Conduit Books, a new UK publisher focused exclusively on male writers—specifically those its founder, Jude Cook—believes male writers are being “overlooked.” Cook argues that publishing is overcorrecting for decades of male dominance, to the point where younger voices are pushed out.

A leg-up in fiction

On the face of it, there’s something faintly absurd about the idea of men needing a leg-up in fiction. For generations, we had quite a comfortable set up. Male writers weren’t just published—they were studied, celebrated, and shelved in school libraries with reverence. If you were a woman, working-class, queer, or anyone whose experience didn’t mirror the mainstream, you had to yell to be heard at all.

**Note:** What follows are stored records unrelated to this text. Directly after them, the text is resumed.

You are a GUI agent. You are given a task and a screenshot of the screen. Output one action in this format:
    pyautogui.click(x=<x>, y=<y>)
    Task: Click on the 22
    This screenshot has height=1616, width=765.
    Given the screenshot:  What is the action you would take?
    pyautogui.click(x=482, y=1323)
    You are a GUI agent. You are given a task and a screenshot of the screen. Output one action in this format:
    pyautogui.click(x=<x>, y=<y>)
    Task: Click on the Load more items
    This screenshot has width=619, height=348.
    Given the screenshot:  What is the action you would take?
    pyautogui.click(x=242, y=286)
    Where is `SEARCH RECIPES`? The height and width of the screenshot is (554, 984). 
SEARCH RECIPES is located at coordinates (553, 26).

That said, at the time of writing only about one-third of current fiction bestsellers in the UK are written by men. Cook sees this as a crisis of visibility. Critics suggest it’s more like a long-overdue rebalancing—noting how in nonfiction (and overall publishing profits), male authors are still doing just fine.

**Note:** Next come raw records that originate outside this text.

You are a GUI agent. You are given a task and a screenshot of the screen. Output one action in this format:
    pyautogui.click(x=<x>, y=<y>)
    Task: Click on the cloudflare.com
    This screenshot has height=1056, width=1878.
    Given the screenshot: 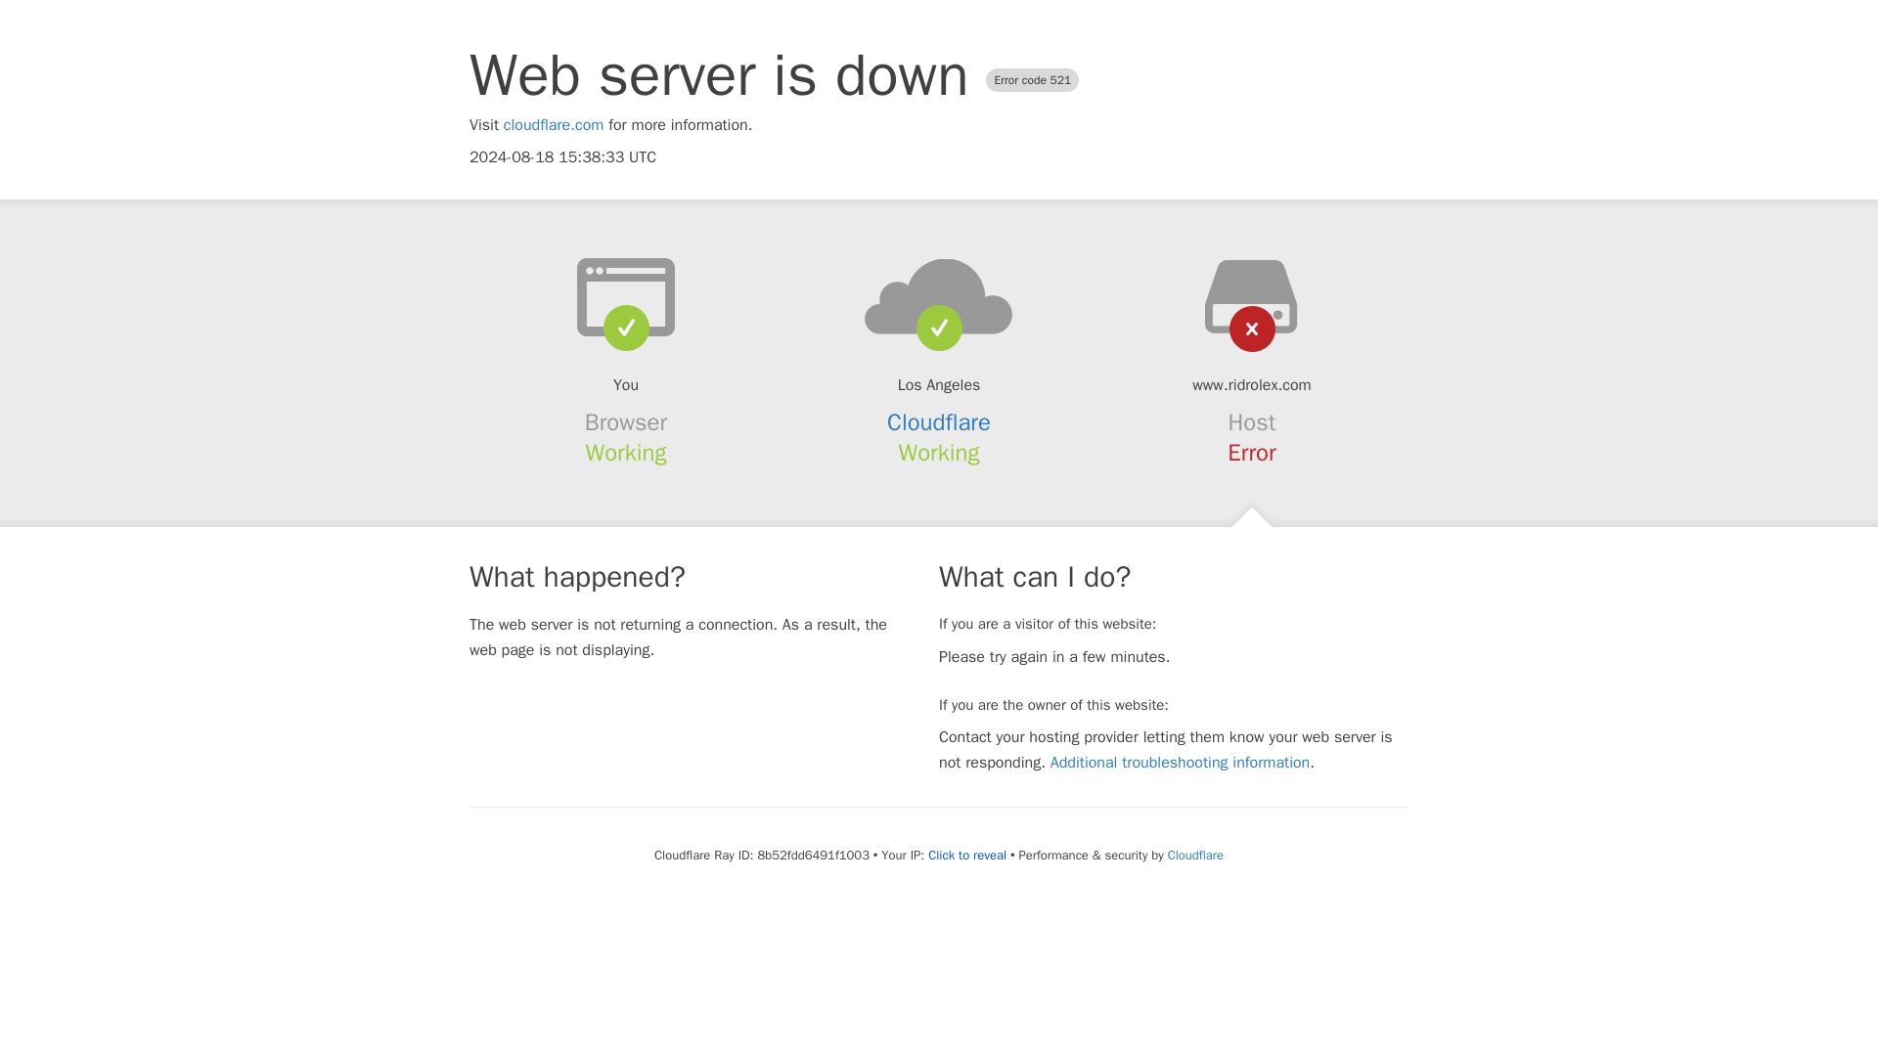 What is the action you would take?
    pyautogui.click(x=554, y=125)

Beneath the noise, the row reveals something more interesting: we’re still struggling to define what true diversity in literature looks like.

Support for queer voices

Publishing’s diversity conversation often stops at gender. In this case, Co0ok has chosen to fight a binary battle, pitching men against women. But if the industry really wants to tell the full story of who we are, it needs to think beyond this. Where’s the support for queer voices? For writers outside London? For those who didn’t attend the right schools, or whose stories unfold in council estates, corner shops, or post-industrial cities that rarely feature in mainstream fiction?

It’s not that we need more male writers, or more women. We need more variety. More of the messy, beautiful sprawl of lived experience.

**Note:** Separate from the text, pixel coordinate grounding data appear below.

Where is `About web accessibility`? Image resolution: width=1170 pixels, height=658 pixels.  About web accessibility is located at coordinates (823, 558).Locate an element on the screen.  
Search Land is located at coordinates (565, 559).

That’s one of the reasons I wrote Rainbows and Lollipops, my new novel set in Birmingham. It’s a story about love, grief, friendship, and finding joy when the world isn’t built for you. One central character is gay. One is Black and trans. Nobody in the story owns property anywhere near Hampstead. But every one of them is trying to live with dignity, humour, and heart.

Issue fiction

It’s not “issue fiction.” It’s not an identity manifesto. It’s just a story—one I hope feels honest and deeply human. The kind of story I wish I’d read growing up.

If Conduit Books wants to help working-class lads with a voice and a vision, great. But let’s not forget the other writers still pushing at closed doors. The ones who don’t see themselves in publishing’s mirror—not because of their gender, but because their lives aren’t deemed “universal” enough.

Universal doesn’t mean generic. It means true. And the more truths we let in, the better stories we’ll tell.

Rainbows and Lollipops is out 12 June

By Mo Fanning

Mo Fanning is a British author of dark romantic comedies including the Book of the Year nominated bestseller 'The Armchair Bride', 'Rebuilding Alexandra Small' and 2022's hit holiday romcom 'Ghosted'.